A Different Kingdom(110)
His keys.
His free hand scrabbled for them, digging through the wet dirt and rotten twigs. Then they were hard and cold in his palm. With absurd familiarity, the key to his front door was in his fingers. An old key, for an ageing Victorian red-brick. The locks had never been changed.
An iron key.
He stabbed it into one of the green-glowing eyes and saw the light sputter out.
The grip on his arm slackened, the teeth pulling free from his flesh. The wolf fell to one side with a sound like the splintering of sap-heavy wood. The weight was off his chest and he was breathing more easily.
When he looked again there was no trace of the beast, but only a framework, hard to see in the neardark, like a skeleton of twigs, the flesh mere shards of rotting bark and something like dark fungus within the woody rib cage. Then it sank into the forest soil and was gone.
He lay back. His body was a massive labouring wound, and the blood was pulsing out of him to clot in ropy strings on the leaves. There was no feeling in the arm the wolf had bitten. Peering fearfully at it, he saw his flesh hanging in streamers and tendrils from the bare bone. His hand flopped like a dead spider at the end of his wrist. No movement. The bone was not bitten through, but the sinews and nerves had gone. He recorded the fact with an odd detachment. It did not matter. He was going to die here—that much was plain.
But there was something else to do first, He had seen Cat. (Or had it been Rose?) That was a reason to get up, to knot together the remains of his shirt and tuck his mangled arm within them.
It was hard even to stagger. Moonlight ahead, a brighter shade beyond the trees.
And behind him the howls of other beasts. A pack of them now, on his trail.
If only he had the Ulfberht. And the strength to wield it, he added to himself.
Sense and consciousness were coming and going like a blossoming red balloon in his mind. He was wandering, the pain tearing his mind free of panic and fear.
I'm dying.
But that did not matter either. If nothing else, he wanted to sate his curiosity before the end. And to see Cat again. Maybe he would have a fairy-tale ending after all and die in her arms.
He fell, cursing feebly, and then he was on his feet again. Had someone helped him? Was there an arm supporting him?
Never mind. It was easier to walk now. He came through the trees and then there was a brightness, a flood of silver light. The wood ended as though it were a carpet with clear-cut edges. And there was open country before him, rising into hills. Looming directly to his front, one hill reared up above its brothers and became a steep-sided crag, the rock faces on it black in the moonlight. There was a building at its summit, built 80 cleverly that it was impossible to say where rock ended and man-made wall began. A castle.
He smiled. Of course. It all fits.
He stepped out of the wood, leaving it behind just as the murderous shadows lunged at his back. They stopped at the eaves of the trees, snapping and snarling their frustration, but came no further. Michael grinned at them.
Fuck you.
Then he began stumbling and staggering south across the moon-bright hills, towards the Castle of the Horseman.
TWENTY-TWO
IT WAS COLD up in the hills. The moon sparkled off frost-coated grass that thickened as he limped onwards until it had become a covering of brittle snow. Soon the powdery stuff was above his ankles, soaking and numbing his feet. He stuffed handfuls of it into his mouth, trying to assuage a raging thirst. Its chill made his teeth ache and his head throb. His eyes were like two hot globes of glass set in a freezing skull, but he felt little pain from his injuries. Dimly he thought he might be in shock.
He accepted without question the burning need in him to approach the castle ahead, and battled uphill grimly, slipping and sliding on the snowy ground— and once falling on his face with an impact that tore a shriek out of him. Back in the wood the wolves were still howling as though mocking his pain.
But I beat them, he thought. I got past them, somehow. Made it so far.
His breath plumed; a moonlit feather. As the rises became ever steeper he began scrabbling upwards on hand and knees. His passage left the snow scuffed and tom, speckled with blood. He was carving a brutal path southwards through the white, pristine covering, leaving a trail that would be visible for miles. The woodsman part of him was bothered by that, but the rest knew it did not matter. He had survived the Wolfweald, had seen the end of it after so many years. There would be no more pursuit.
The castle loomed slowly closer, bulking as black as pitch against a star-filled sky. There were no lights within, no sign of life. It might have been a ruin set at the edge of the world, a grim monument.
He worked his way higher. The hills began to level off after a while. He was walking across their crests now, with the occasional loss of altitude as they dipped. He was higher up than he had ever been in this world before, and looking round he could see the whole vast panorama of the earth filling every horizon. To the north the forest rolled for league after uncounted league under the moon, the treetops glistening with frost. To east and west there were the hills he was stumbling across. They were higher around him, and he realized that he was walking up a drumlin-filled valley with the real, stony heights of the others extending in higher tors and ridges to west and east. It seemed to be a pass extending through them to the far south, and dominating it all was the castle.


Required work: What lines below contain the string "ghana"? List them all.

Record excerpts:
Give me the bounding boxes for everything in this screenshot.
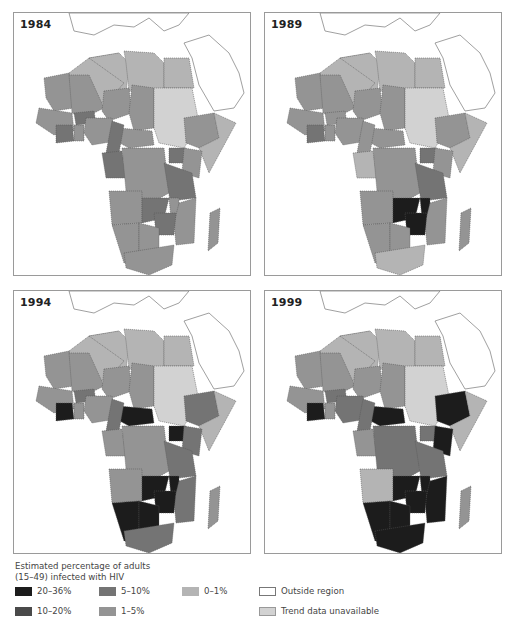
legend-title-line1: Estimated percentage of adults [15,561,150,572]
country-madagascar [459,486,471,529]
legend-item-1-5: 1–5% [99,606,144,616]
legend-item-10-20: 10–20% [15,606,71,616]
country-madagascar [208,486,220,529]
country-ghana [74,403,84,419]
year-label: 1984 [20,18,51,31]
legend-label: 1–5% [121,606,144,616]
year-label: 1999 [271,296,302,309]
swatch-10-20 [15,607,32,616]
country-egypt [164,58,194,88]
swatch-outside-region [259,587,276,596]
legend-item-0-1: 0–1% [182,586,227,596]
country-chad [380,85,405,131]
year-label: 1994 [20,296,51,309]
swatch-5-10 [99,587,116,596]
legend-label: 0–1% [204,586,227,596]
country-ghana [325,125,335,141]
map-panel-1989: 1989 [264,12,502,276]
legend-label: Outside region [281,586,344,596]
country-madagascar [459,208,471,251]
country-ivory [307,125,325,143]
country-niger [102,366,132,399]
legend-title: Estimated percentage of adults (15–49) i… [15,561,150,582]
country-egypt [164,336,194,366]
country-chad [129,363,154,409]
country-gabon [102,151,126,178]
country-niger [353,88,383,121]
country-angola [360,191,393,225]
map-panel-1984: 1984 [13,12,251,276]
map-panel-1999: 1999 [264,290,502,554]
country-madagascar [208,208,220,251]
country-angola [360,469,393,503]
legend-label: 20–36% [37,586,71,596]
country-egypt [415,58,445,88]
legend-label: 10–20% [37,606,71,616]
legend-item-5-10: 5–10% [99,586,150,596]
legend-item-outside-region: Outside region [259,586,344,596]
africa-map-1999 [265,291,502,554]
legend-item-trend-unavailable: Trend data unavailable [259,606,379,616]
country-ivory [307,403,325,421]
country-chad [129,85,154,131]
africa-map-1994 [14,291,251,554]
country-ghana [325,403,335,419]
country-angola [109,191,142,225]
africa-map-1989 [265,13,502,276]
swatch-20-36 [15,587,32,596]
legend-title-line2: (15–49) infected with HIV [15,572,150,583]
legend-label: 5–10% [121,586,150,596]
country-gabon [353,151,377,178]
country-chad [380,363,405,409]
swatch-0-1 [182,587,199,596]
country-ivory [56,403,74,421]
swatch-trend-unavailable [259,607,276,616]
year-label: 1989 [271,18,302,31]
country-egypt [415,336,445,366]
legend-label: Trend data unavailable [281,606,379,616]
country-ghana [74,125,84,141]
country-gabon [353,429,377,456]
map-legend: Estimated percentage of adults (15–49) i… [15,561,505,627]
legend-item-20-36: 20–36% [15,586,71,596]
swatch-1-5 [99,607,116,616]
country-angola [109,469,142,503]
country-niger [102,88,132,121]
africa-map-1984 [14,13,251,276]
country-niger [353,366,383,399]
country-ivory [56,125,74,143]
map-panel-1994: 1994 [13,290,251,554]
country-gabon [102,429,126,456]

Problem solution:
country-ghana [74,403,84,419]
country-ghana [325,125,335,141]
country-ghana [325,403,335,419]
country-ghana [74,125,84,141]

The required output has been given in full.